Saint Guinefort
Verified User
I know it comes from a natural process primarily created through the dying of diatoms in the oceans. These sink to the bottom where they decompose into methane that is in it's frozen (solid) form due to low temperatures and high pressure. This is then slowly covered with sediment and over millennia is compressed into oil. That's the primary process. So, there is oil constantly forming within the Earth. We may be extracting it faster than it's being formed but since we keep finding more and more of it, it's hard to tell if we're doing that or not.
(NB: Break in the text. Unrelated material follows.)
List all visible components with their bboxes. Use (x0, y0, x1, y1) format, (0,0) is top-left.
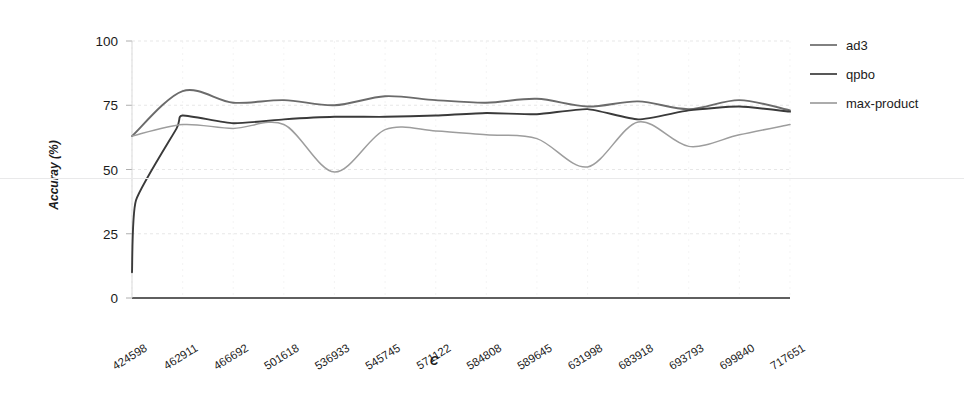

We ARE extracting it faster because you left out one MAJOR step: the oil formed in that accumulation further MIGRATES to a reservoir rock. That takes a very long time. You can't just drill into the ground and soak out all the oil. You have to go to a reservoir or you have to take a source rock and blast it apart with fracking to stimulate oil release.
It is not hard to tell that we are removing it faster than it accumulates in usable quantities. We KNOW we are pumping it faster. That's basic math and physics.
Oil won't necessarily "run out", but economically viable deposits of it most assuredly WILL. WHy do you think we have this boom in Fracking? Secondary stimulation of wells is what happens when oil gets harder to get from conventional wells and you have to start doing more and more to get it back out.
It's something you learn in economic geology classes: When you use a resource it will one day only yield lower and lower "grades" of the resource. It becomes harder and harder to get a usable quantity out as you use up the easily available sources. Then you pay more and more and more until ultimately it becomes economically impossible to recover it and use it.
That's what we're looking at with oil. When that is is anyone's guess. The whole Peak Oil thing comes and goes every few years. But one way or another we will run out of oil that we can afford. Maybe we'll luck out and collapse our society with climate change before that happens.